Local Artists Incorporate an iPhone App in Latest Artists of Hawai‘i Exhibit
.5ppi makes prints and installations with the public’s help.
Editor’s Note: Through our partnership with the Honolulu Museum of Art, HONOLULU Magazine publishes a monthly blog written by Lesa Griffith, the museum’s communications director and a talented Hawai‘i writer on arts, culture and food.
![]() THE AUTHOR GETS THE .5PPI APP TREATMENT, SHOWING TWO DIFFERENT INTENSITIES. EACH LITTLE SQUARE IS A MULTIBLOCK PRINT THAT WAS THEN PHOTOGRAPHED. |
The latest Honolulu Museum of Art’s biannual exhibition Artists of Hawai‘i 2015 includes several unexpected elements including a link to an iPhone app. Many of those who attended the opening reception paused to download an iPhone app that is part of printmaking collective .5ppi’s installation .5ppi fps.
The installation centers on a video made using traditional animation (meaning pre-computer, labor-intensive) methods. The work also includes studio collateral and ephemera, such as the woodblocks used to make the more than 9,000 prints created for this project.

.5ppi members Duncan Dempster, Noah Matteucci and David Randall at the opening reception for Artists of Hawai‘i 2015.
The .5ppi artists are Duncan Dempster, Noah Matteucci, Joseph Nam and David Randall, and they aim to do projects that have the public working with them to make prints and installations. Their practice turns printmaking into performance.
![]() WELCOME TO THE .5PPI THEATER. |
To produce the video, they selected original and found source materials, broke them down frame by frame into still images, and translated them into relief prints using their own .5ppi modular woodblock system. They made prints, which they photographed with a phone and reanimated and edited into a video.
The app, which was developed by Shawn Taras, digitally gives the user’s photos a .5ppi pixelated look. “It was a way for us to send our installation away with the visitor, letting them take it with them, putting it in their hands so they can participate in the work,” explains Dempster, who is also the executive director of Honolulu Printmakers, based at the Honolulu Museum of Art School. “That’s the ethos of our projects, giving people an experience in printmaking. A lot of our past projects have involved that kind of interaction. It’s a strategy to share the process with people.”
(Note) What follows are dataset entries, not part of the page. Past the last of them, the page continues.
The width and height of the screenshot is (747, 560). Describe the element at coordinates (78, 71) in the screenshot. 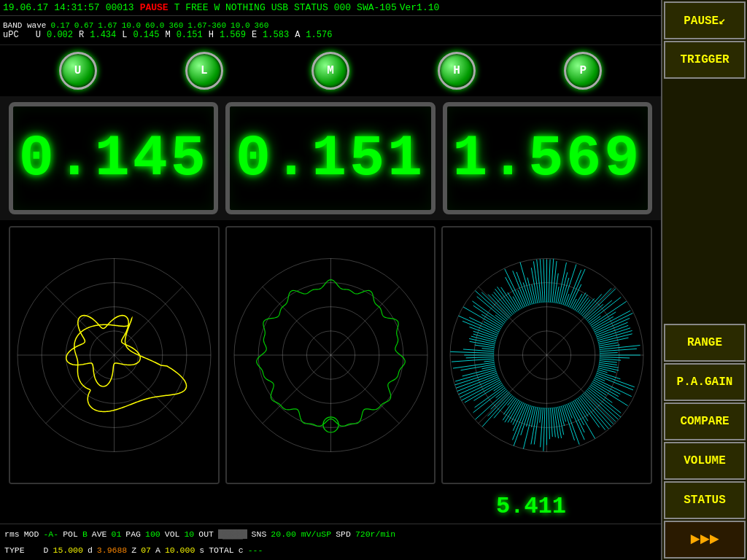

I see `knob-u: U` at that location.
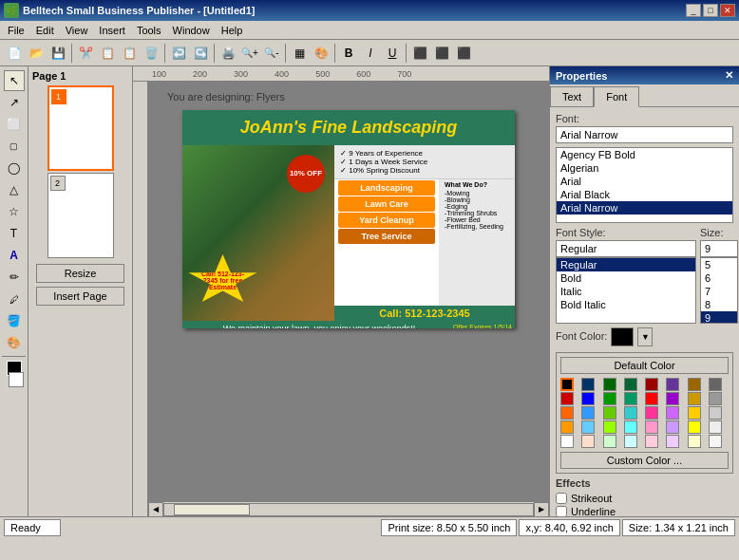  Describe the element at coordinates (694, 441) in the screenshot. I see `color-cream` at that location.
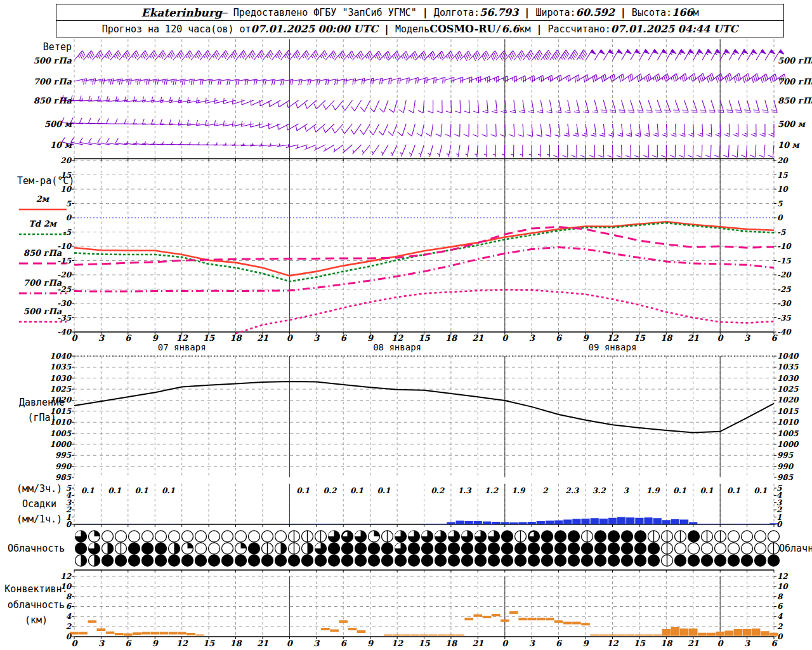  Describe the element at coordinates (795, 61) in the screenshot. I see `wind-level-label-right: 500 гПа` at that location.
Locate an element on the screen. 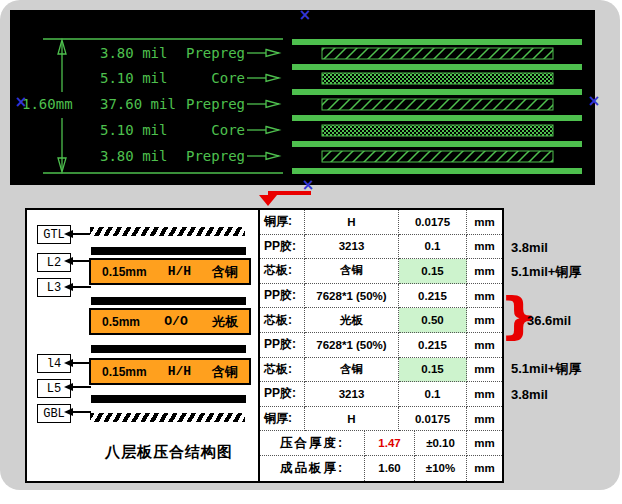 The height and width of the screenshot is (504, 622). annotation-38mil-bottom: 3.8mil is located at coordinates (530, 394).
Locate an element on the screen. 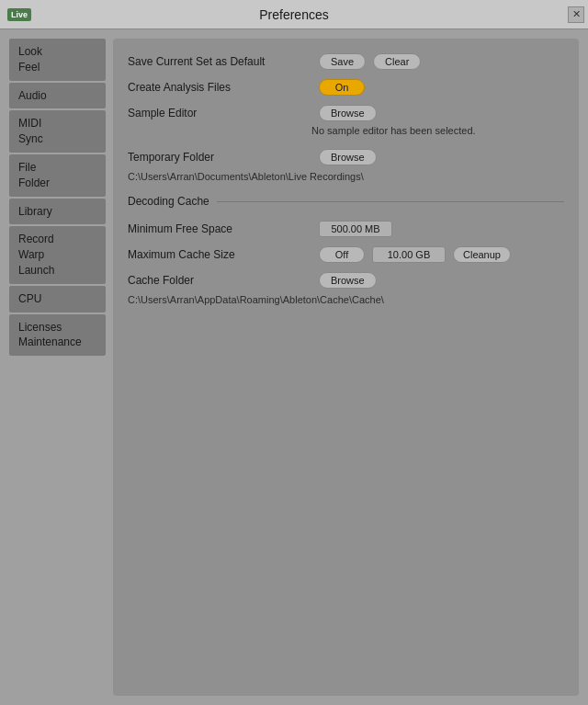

The cool thing is people are using the app on photos they take of other works in the exhibition and posting them on Instagram—making a digital mashup of Artists of Hawai‘i. That’s what you call collaboration.
Dempster says the app also helps viewers understand the work. “It reveals a little about the video. When you watch the video, it’s not always obvious what you’re seeing, it can be a little abstruse. But when you start viewing the world through the app, you begin to see how that resolution treats the world.”
Last September, 249 artists digitally submitted work to be considered for this year’s Artists of Hawai‘i. Museum director Stephan Jost, deputy director Allison Wong and contemporary art curator James Jensen selected .5ppi and seven other artists. The result is a show with a strong print and photography slant.
You can download the app for free in the Apple App Store, search for “5ppi.” Artists of Hawai‘i 2015 is on view through Oct. 25.
Lesa Griffith is director of communications at the Honolulu Museum of Art. Born in Honolulu, one of her early seminal art experiences was at the Honolulu Museum of Art, when on a field trip her high school art history teacher pointed out that the ermine cape in Whistler’s Portrait of Lady Meux was not just a cape—it was visual signage leading viewers’ eyes through the painting.